Wednesday, January 03, 2018

Thinking from the sixties: Pasolini

Pasolini’s essays are now viewed, with condescension, as typically over the top products of the sixties, when everybody was on drugs. Or something. We are all so much better now.
I myself indulged in the old punk disdain for hippies in times gone by. But my sixties contempt was negated in recent years by the internet habit of archiving – for instance, archiving newspapers. As I go through what, for instance, the NYT was reporting in the sixties, I am amazed at the street brilliance that seems, now, to have so sadly disappeared. In the sixties, the demand for the absolute had not become the demented fundamentalists hope for Jesus’s return – it was the reasonable counterclaim to a world in which nations – the U.S., the Soviet Union – had so elevated their claim to historical importance that they’d stockpiled weapons to end the world if they were attacked. It was all done, of course, without any discussion – better Dead for ever than Red being about as far as the discussion went.

Russia and the U.S. are still dangerously equipped with those weapons, but we have so routinized the hubris that we don’t even notice it anymore.

So the New Left in the developed world was not, really, the product of wackiness – or rather, it was the counter to the ruling, the inutterable and murderous wackiness of the governing class.
Pasolini’s best essays, it should be said, were written after the sixty’s demand for total change ran into the seventy’s administered world of oil shocks and tax breaks for the wealthy. The crisis of capitalism – which is always underneath a political crisis, a crack in the order that ordains the exploitation of the many for the gain of a few – became much too serious, and the intellectual fashionistas, sensing this, went on to discover, like some acid flashback, that the really bad thing was the Gulag. It was either the Gulag or tax breaks for the wealthy, y’all! And so downhill we went, and peeps stopped voting accept for contestants on TV entertainment shows, where, at least, there were a few real issues.
Anyway, Pasolini kept his eye on the total cultural change he saw going on around him. His crow’s eye, the eye he borrowed from the Raven in Poe’s poem. So here’s something to meditate about, from Pasolini’s Corsair writings.

“At present, when the social model being realized is no longer that of class, but an other imposed by power, many people are not in the position to realize it.
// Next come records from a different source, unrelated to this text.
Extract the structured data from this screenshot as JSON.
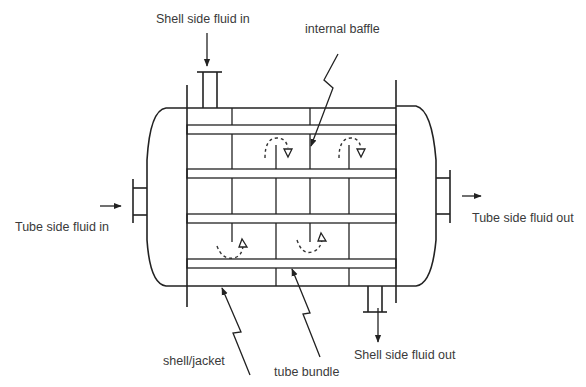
{
  "diagram": {
    "labels": {
      "shell_in": "Shell side fluid in",
      "internal_baffle": "internal baffle",
      "tube_in": "Tube side fluid in",
      "tube_out": "Tube side fluid out",
      "shell_jacket": "shell/jacket",
      "tube_bundle": "tube bundle",
      "shell_out": "Shell side fluid out"
    },
    "components": [
      {
        "id": "shell",
        "label": "shell/jacket"
      },
      {
        "id": "tube-bundle",
        "label": "tube bundle",
        "tube_count": 4
      },
      {
        "id": "baffles",
        "label": "internal baffle"
      },
      {
        "id": "tube-inlet-nozzle",
        "label": "Tube side fluid in"
      },
      {
        "id": "tube-outlet-nozzle",
        "label": "Tube side fluid out"
      },
      {
        "id": "shell-inlet-nozzle",
        "label": "Shell side fluid in"
      },
      {
        "id": "shell-outlet-nozzle",
        "label": "Shell side fluid out"
      }
    ],
    "colors": {
      "line": "#222222",
      "text": "#3a3a3a",
      "background": "#ffffff"
    }
  }
}
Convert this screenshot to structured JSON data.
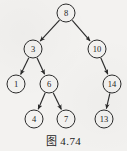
{
  "figure": {
    "caption": "图 4.74",
    "background_color": "#f3f2f0",
    "ink_color": "#2b2b2b"
  },
  "chart_data": {
    "type": "diagram",
    "diagram_kind": "binary-search-tree",
    "title": "图 4.74",
    "directed": true,
    "node_radius": 9,
    "nodes": [
      {
        "id": "n8",
        "label": "8",
        "x": 66,
        "y": 13
      },
      {
        "id": "n3",
        "label": "3",
        "x": 33,
        "y": 49
      },
      {
        "id": "n10",
        "label": "10",
        "x": 97,
        "y": 49
      },
      {
        "id": "n1",
        "label": "1",
        "x": 16,
        "y": 84
      },
      {
        "id": "n6",
        "label": "6",
        "x": 49,
        "y": 84
      },
      {
        "id": "n14",
        "label": "14",
        "x": 112,
        "y": 84
      },
      {
        "id": "n4",
        "label": "4",
        "x": 34,
        "y": 119
      },
      {
        "id": "n7",
        "label": "7",
        "x": 66,
        "y": 119
      },
      {
        "id": "n13",
        "label": "13",
        "x": 104,
        "y": 119
      }
    ],
    "edges": [
      {
        "from": "n8",
        "to": "n3"
      },
      {
        "from": "n8",
        "to": "n10"
      },
      {
        "from": "n3",
        "to": "n1"
      },
      {
        "from": "n3",
        "to": "n6"
      },
      {
        "from": "n10",
        "to": "n14"
      },
      {
        "from": "n6",
        "to": "n4"
      },
      {
        "from": "n6",
        "to": "n7"
      },
      {
        "from": "n14",
        "to": "n13"
      }
    ]
  }
}
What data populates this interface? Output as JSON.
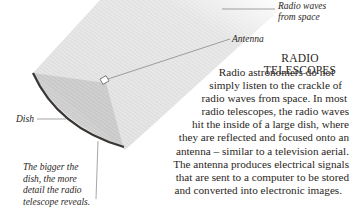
{
  "illustration": {
    "subject": "radio-telescope-dish-diagram",
    "colors": {
      "waves": "#d6d6d6",
      "reflection": "#c4c4c4",
      "dish_rim": "#3a3634",
      "leader_line": "#6e6a66"
    }
  },
  "labels": {
    "waves_line1": "Radio waves",
    "waves_line2": "from space",
    "antenna": "Antenna",
    "dish": "Dish"
  },
  "caption": {
    "lines": [
      "The bigger the",
      "dish, the more",
      "detail the radio",
      "telescope reveals."
    ]
  },
  "article": {
    "title": "RADIO TELESCOPES",
    "lines": [
      "Radio astronomers do not",
      "simply listen to the crackle of",
      "radio waves from space. In most",
      "radio telescopes, the radio waves",
      "hit the inside of a large dish, where",
      "they are reflected and focused onto an",
      "antenna – similar to a television aerial.",
      "The antenna produces electrical signals",
      "that are sent to a computer to be stored",
      "and converted into electronic images."
    ]
  }
}
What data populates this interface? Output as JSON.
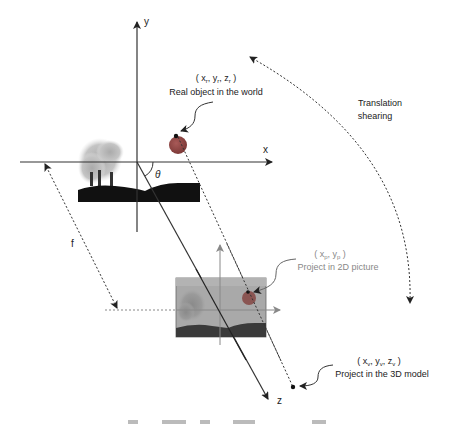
{
  "diagram": {
    "axes": {
      "x_label": "x",
      "y_label": "y",
      "z_label": "z",
      "angle_label": "θ",
      "focal_label": "f"
    },
    "real_object": {
      "coord_open": "( x",
      "coord_sub1": "r",
      "coord_mid1": ", y",
      "coord_sub2": "r",
      "coord_mid2": ", z",
      "coord_sub3": "r",
      "coord_close": " )",
      "caption": "Real object in the world"
    },
    "picture_projection": {
      "coord_open": "( x",
      "coord_sub1": "p",
      "coord_mid1": ", y",
      "coord_sub2": "p",
      "coord_close": " )",
      "caption": "Project in 2D picture"
    },
    "model_projection": {
      "coord_open": "( x",
      "coord_sub1": "v",
      "coord_mid1": ", y",
      "coord_sub2": "v",
      "coord_mid2": ", z",
      "coord_sub3": "v",
      "coord_close": " )",
      "caption": "Project in the 3D model"
    },
    "transform": {
      "line1": "Translation",
      "line2": "shearing"
    },
    "colors": {
      "axis": "#333333",
      "sphere": "#9a4a48",
      "ground": "#111111",
      "smoke": "#b8b8b8",
      "picture_bg": "#a6a6a6",
      "picture_ground": "#3a3a3a",
      "label_dark": "#222222",
      "label_gray": "#888888"
    }
  }
}
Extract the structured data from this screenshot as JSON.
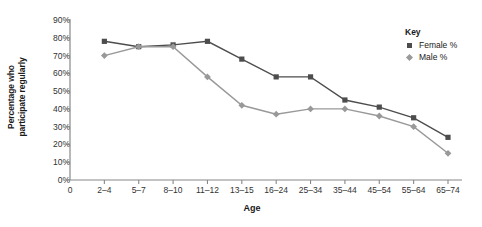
{
  "chart_data": {
    "type": "line",
    "title": "",
    "xlabel": "Age",
    "ylabel": "Percentage who participate regularly",
    "ylabel_line1": "Percentage who",
    "ylabel_line2": "participate regularly",
    "categories": [
      "0",
      "2–4",
      "5–7",
      "8–10",
      "11–12",
      "13–15",
      "16–24",
      "25–34",
      "35–44",
      "45–54",
      "55–64",
      "65–74"
    ],
    "ytick_labels": [
      "90%",
      "80%",
      "70%",
      "60%",
      "50%",
      "40%",
      "30%",
      "20%",
      "10%",
      "0%"
    ],
    "ylim": [
      0,
      90
    ],
    "ytick_step": 10,
    "grid": false,
    "legend_position": "right",
    "series": [
      {
        "name": "Female %",
        "color": "#4d4d4d",
        "marker": "square",
        "x": [
          "2–4",
          "5–7",
          "8–10",
          "11–12",
          "13–15",
          "16–24",
          "25–34",
          "35–44",
          "45–54",
          "55–64",
          "65–74"
        ],
        "values": [
          78,
          75,
          76,
          78,
          68,
          58,
          58,
          45,
          41,
          35,
          24
        ]
      },
      {
        "name": "Male %",
        "color": "#999999",
        "marker": "diamond",
        "x": [
          "2–4",
          "5–7",
          "8–10",
          "11–12",
          "13–15",
          "16–24",
          "25–34",
          "35–44",
          "45–54",
          "55–64",
          "65–74"
        ],
        "values": [
          70,
          75,
          75,
          58,
          42,
          37,
          40,
          40,
          36,
          30,
          15
        ]
      }
    ]
  },
  "legend": {
    "title": "Key",
    "entries": [
      {
        "label": "Female %"
      },
      {
        "label": "Male %"
      }
    ]
  }
}
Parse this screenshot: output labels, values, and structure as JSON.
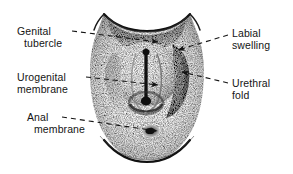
{
  "figure": {
    "background_color": "#ffffff",
    "ink_color": "#141414",
    "width": 293,
    "height": 174
  },
  "labels": {
    "genital_tubercle": {
      "line1": "Genital",
      "line2": "tubercle"
    },
    "urogenital_membrane": {
      "line1": "Urogenital",
      "line2": "membrane"
    },
    "anal_membrane": {
      "line1": "Anal",
      "line2": "membrane"
    },
    "labial_swelling": {
      "line1": "Labial",
      "line2": "swelling"
    },
    "urethral_fold": {
      "line1": "Urethral",
      "line2": "fold"
    }
  },
  "structures": [
    {
      "name": "genital-tubercle",
      "side": "left",
      "leader": "dashed-with-arrowhead"
    },
    {
      "name": "urogenital-membrane",
      "side": "left",
      "leader": "dashed-with-arrowhead"
    },
    {
      "name": "anal-membrane",
      "side": "left",
      "leader": "dashed-with-arrowhead"
    },
    {
      "name": "labial-swelling",
      "side": "right",
      "leader": "dashed-with-arrowhead"
    },
    {
      "name": "urethral-fold",
      "side": "right",
      "leader": "dashed-with-arrowhead"
    }
  ]
}
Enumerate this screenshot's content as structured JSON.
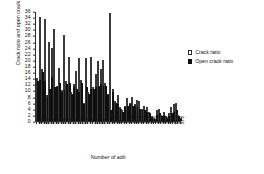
{
  "chart_data": {
    "type": "bar",
    "title": "",
    "subtitle": "",
    "xlabel": "Number of adit",
    "ylabel": "Crack ratio and open crack ratio",
    "ylim": [
      0,
      36
    ],
    "ytick_step": 2,
    "yticks": [
      0,
      2,
      4,
      6,
      8,
      10,
      12,
      14,
      16,
      18,
      20,
      22,
      24,
      26,
      28,
      30,
      32,
      34,
      36
    ],
    "grid": false,
    "legend_position": "right",
    "legend": [
      "Crack ratio",
      "Open crack ratio"
    ],
    "bar_style": "overlapping",
    "colors": {
      "crack_ratio": "#ffffff",
      "crack_ratio_edge": "#3a3a3a",
      "open_crack_ratio": "#101010",
      "axis": "#2b2b2b",
      "text": "#111111"
    },
    "categories": [
      "1-1",
      "1-2",
      "2-1",
      "2-2",
      "2-3",
      "2-4",
      "3-1",
      "3-2",
      "3-3",
      "4-1",
      "4-2",
      "4-3",
      "4-4",
      "5-1",
      "5-2",
      "5-3",
      "6-1",
      "6-2",
      "6-3",
      "6-4",
      "7-1",
      "7-2",
      "7-3",
      "8-1",
      "8-2",
      "8-3",
      "8-4",
      "9-1",
      "9-2",
      "9-3",
      "10-1",
      "10-2",
      "10-3",
      "11-1",
      "11-2",
      "11-3",
      "12-1",
      "12-2",
      "12-3",
      "13-1",
      "13-2",
      "13-3",
      "14-1",
      "14-2",
      "14-3",
      "15-1",
      "15-2",
      "16-1",
      "16-2",
      "17-1",
      "17-2",
      "18-1",
      "18-2",
      "19-1",
      "19-2",
      "20-1",
      "20-2",
      "21-1",
      "21-2",
      "22-1"
    ],
    "series": [
      {
        "name": "Crack ratio",
        "values": [
          14.0,
          34.0,
          17.0,
          33.5,
          8.5,
          26.0,
          24.0,
          30.0,
          11.5,
          17.5,
          10.0,
          28.0,
          13.0,
          21.0,
          9.5,
          12.0,
          16.5,
          20.5,
          13.5,
          6.0,
          20.5,
          9.5,
          21.0,
          11.0,
          15.5,
          19.5,
          17.0,
          20.0,
          12.5,
          9.0,
          35.5,
          10.5,
          6.5,
          8.5,
          4.5,
          3.5,
          5.0,
          7.5,
          6.0,
          8.0,
          5.5,
          7.0,
          6.5,
          4.0,
          5.0,
          4.5,
          3.0,
          1.5,
          1.0,
          3.5,
          4.0,
          2.0,
          3.0,
          1.5,
          2.5,
          4.5,
          5.5,
          6.0,
          2.0,
          1.0
        ]
      },
      {
        "name": "Open crack ratio",
        "values": [
          13.0,
          13.5,
          16.0,
          13.0,
          8.0,
          10.5,
          14.5,
          11.0,
          11.0,
          12.5,
          9.5,
          10.0,
          12.0,
          12.5,
          9.0,
          11.0,
          10.5,
          9.5,
          12.5,
          5.5,
          11.0,
          9.0,
          10.5,
          10.5,
          11.0,
          11.5,
          12.0,
          11.5,
          11.5,
          8.5,
          3.5,
          9.5,
          6.0,
          5.5,
          4.0,
          3.0,
          4.5,
          5.0,
          5.5,
          5.0,
          5.0,
          4.5,
          4.0,
          3.5,
          3.5,
          3.0,
          2.5,
          1.0,
          0.5,
          2.0,
          2.5,
          1.5,
          2.0,
          1.0,
          1.5,
          2.5,
          3.0,
          3.5,
          1.5,
          0.5
        ]
      }
    ]
  }
}
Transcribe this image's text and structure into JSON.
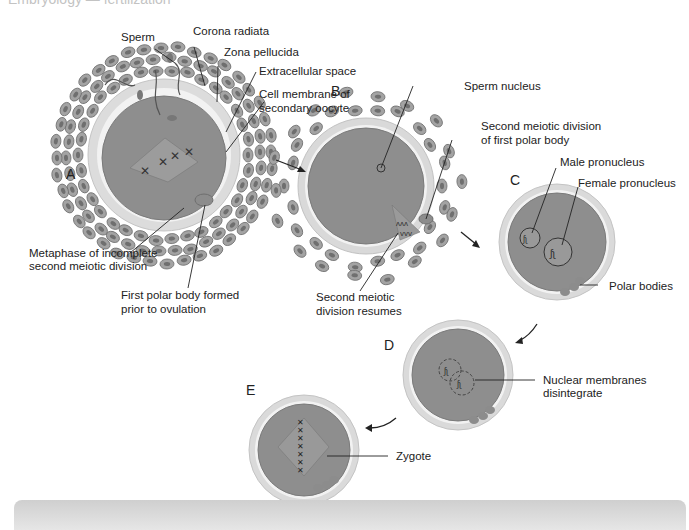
{
  "header": {
    "cut_text": "Embryology — fertilization"
  },
  "stages": {
    "A": "A",
    "B": "B",
    "C": "C",
    "D": "D",
    "E": "E"
  },
  "labels": {
    "sperm": "Sperm",
    "corona_radiata": "Corona radiata",
    "zona_pellucida": "Zona pellucida",
    "extracellular_space": "Extracellular space",
    "cell_membrane_1": "Cell membrane of",
    "cell_membrane_2": "secondary oocyte",
    "metaphase_1": "Metaphase of incomplete",
    "metaphase_2": "second meiotic division",
    "first_polar_1": "First polar body formed",
    "first_polar_2": "prior to ovulation",
    "sperm_nucleus": "Sperm nucleus",
    "second_div_polar_1": "Second meiotic division",
    "second_div_polar_2": "of first polar body",
    "second_div_resumes_1": "Second meiotic",
    "second_div_resumes_2": "division resumes",
    "male_pronucleus": "Male pronucleus",
    "female_pronucleus": "Female pronucleus",
    "polar_bodies": "Polar bodies",
    "nuclear_membranes_1": "Nuclear membranes",
    "nuclear_membranes_2": "disintegrate",
    "zygote": "Zygote"
  },
  "colors": {
    "cytoplasm": "#8f8f8f",
    "zona": "#d9d9d9",
    "corona_cell": "#9a9a9a",
    "line": "#222222"
  }
}
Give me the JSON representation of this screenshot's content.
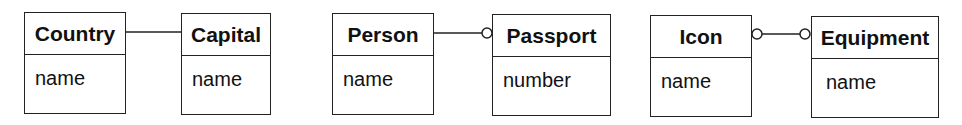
{
  "diagram": {
    "type": "uml-class-associations",
    "classes": [
      {
        "id": "country",
        "name": "Country",
        "attributes": [
          "name"
        ]
      },
      {
        "id": "capital",
        "name": "Capital",
        "attributes": [
          "name"
        ]
      },
      {
        "id": "person",
        "name": "Person",
        "attributes": [
          "name"
        ]
      },
      {
        "id": "passport",
        "name": "Passport",
        "attributes": [
          "number"
        ]
      },
      {
        "id": "icon",
        "name": "Icon",
        "attributes": [
          "name"
        ]
      },
      {
        "id": "equipment",
        "name": "Equipment",
        "attributes": [
          "name"
        ]
      }
    ],
    "associations": [
      {
        "from": "Country",
        "to": "Capital",
        "from_end": "exactly-one",
        "to_end": "exactly-one"
      },
      {
        "from": "Person",
        "to": "Passport",
        "from_end": "exactly-one",
        "to_end": "zero-or-one (circle)"
      },
      {
        "from": "Icon",
        "to": "Equipment",
        "from_end": "zero-or-one (circle)",
        "to_end": "zero-or-one (circle)"
      }
    ],
    "line_color": "#222222"
  }
}
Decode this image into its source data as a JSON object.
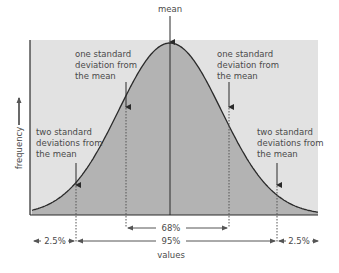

And this is terribly humiliating for them. I will take a very humble example: in the past, the baker’s delivery boy, or « cascherino » — as we named him here in rome, was always, eternally joyous, with a true and radiant joy. He went through the streets whistling and throwing out wisecracks. His vitality was irresistable. He was clothed much more poorly than today, with patched up pants and a shirt that was often in rags, However, all this was a part of a model which, in his neighborhood, had a value, a sense – and he was proud of it. To the world of wealth he could oppose one equally as valid, and he entered into the homes of the wealthy with a naturally anarchic smile, which discredited everything, even if he was respectful. But it was the respect of a deeply different person, a stranger.  And finally, what counted was that this person, this boy, was happy. 

Isn’t it the happiness that counts? Don’t we make the revolution in the name of happiness? ? The peasants’ and sub-proletariats’ condition could express, in the persons who lived it, a certain real happiness. Today – with economic development – this happiness has been lost. This means that that economic development is by no means revolutionary, even when it is reformist. It only gives us anguish, anxiety. In our days, there are adults of my age feckless enough to think that it is better to be serious   (quasi tragic) with which the e « cascherino », with his long ha ir and little moustache, carries his package enveloped with plastic, than to have the “infantile” joy of the past. They believe that to prefer the serious to laughter is a virile means of confronting  life.
In reality, these are vampires happy to see that their innocent victims have become vampires too. To be serious, to be dignified, are  horrible tasks that the petit bourgeoisie imposes on itself, and the petit bourgeoisie are thus happy to see to it that the children of the people are also serious and dignified.  It never crosses their minds that this is a true degredation, that the children of the people are sad because they have become conscious of their social inferiority, given that their values and cultural models have been destroyed."